Goal of the exercise —
Using the listing below, give again exactly the lines from the line with "The image size is (544, 392)." to the line with "You are a GUI", inclusive, without the pictures.

========================================

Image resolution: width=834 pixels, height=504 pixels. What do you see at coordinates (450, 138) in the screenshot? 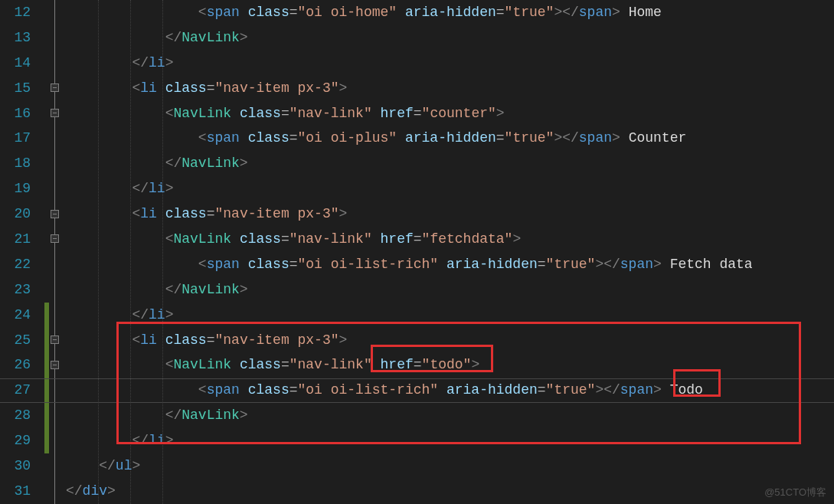
I see `code-line: <span class="oi oi-plus" aria-hidden="tr…` at bounding box center [450, 138].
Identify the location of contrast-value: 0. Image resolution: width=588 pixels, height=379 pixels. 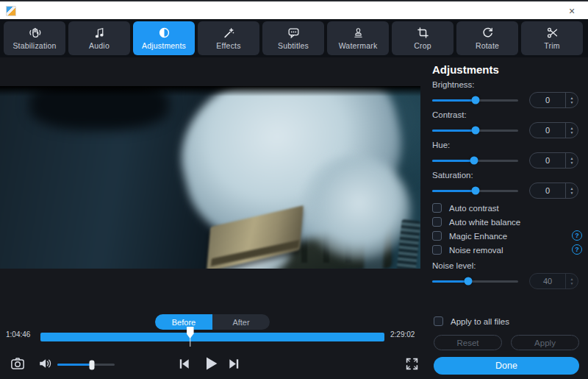
(548, 130).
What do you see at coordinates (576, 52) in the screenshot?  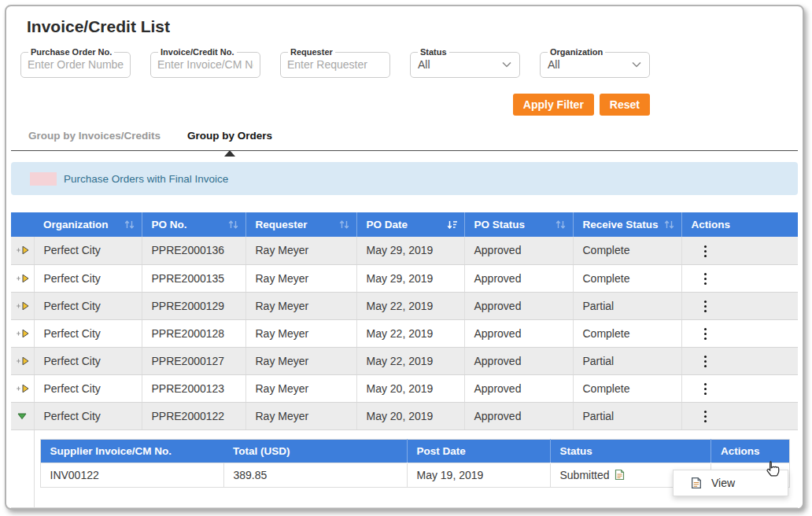 I see `organization-label: Organization` at bounding box center [576, 52].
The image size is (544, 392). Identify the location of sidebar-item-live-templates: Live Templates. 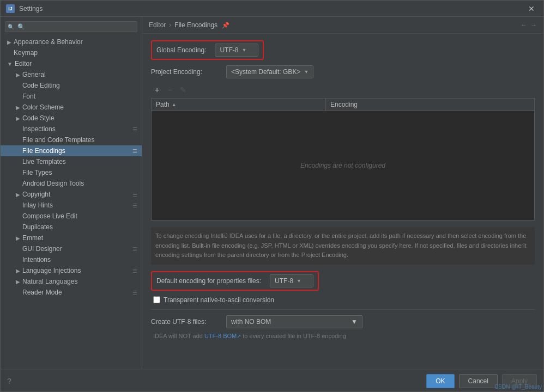
(71, 162).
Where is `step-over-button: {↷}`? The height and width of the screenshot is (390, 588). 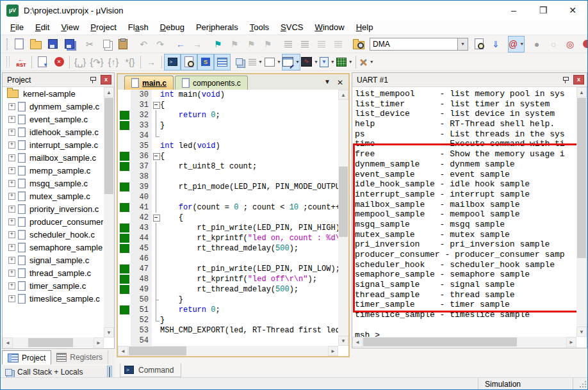
step-over-button: {↷} is located at coordinates (97, 62).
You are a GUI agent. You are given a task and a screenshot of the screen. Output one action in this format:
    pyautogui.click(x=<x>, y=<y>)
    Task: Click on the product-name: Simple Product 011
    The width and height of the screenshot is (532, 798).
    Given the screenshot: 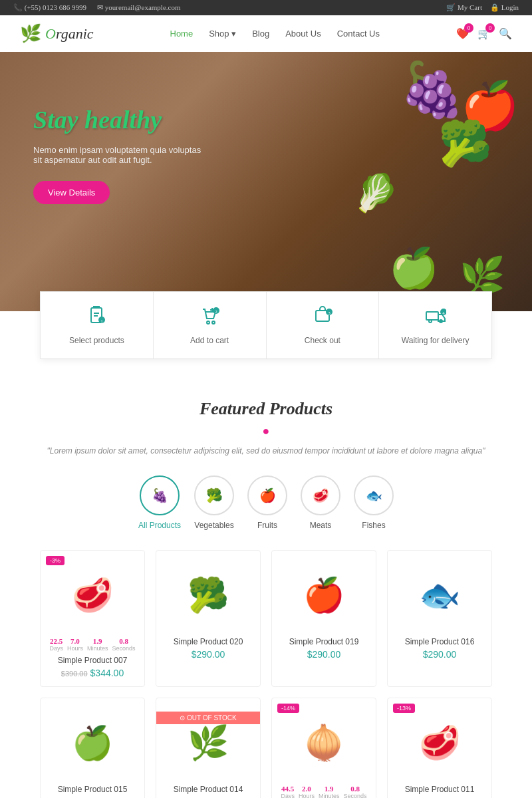 What is the action you would take?
    pyautogui.click(x=440, y=789)
    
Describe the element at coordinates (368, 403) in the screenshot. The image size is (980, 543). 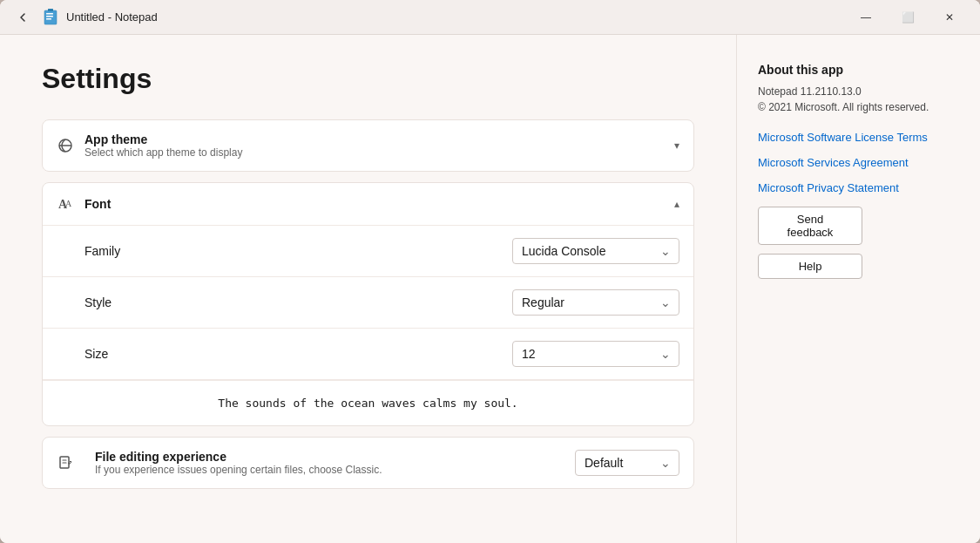
I see `font-preview: The sounds of the ocean waves calms my s…` at that location.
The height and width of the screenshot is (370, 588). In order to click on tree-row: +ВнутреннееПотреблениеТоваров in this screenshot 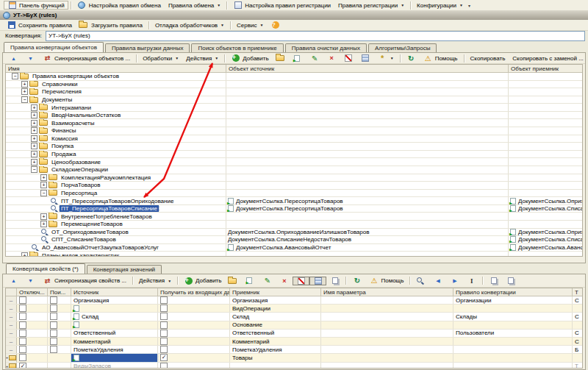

========================================

Your response —
The image size is (544, 392). Identify the location of sidebar-item-live-templates: Live Templates. 
(71, 162).
Where is `step-over-button: {↷}`? The height and width of the screenshot is (390, 588). 
step-over-button: {↷} is located at coordinates (97, 62).
You are a GUI agent. You are given a task and a screenshot of the screen. Output one action in this format:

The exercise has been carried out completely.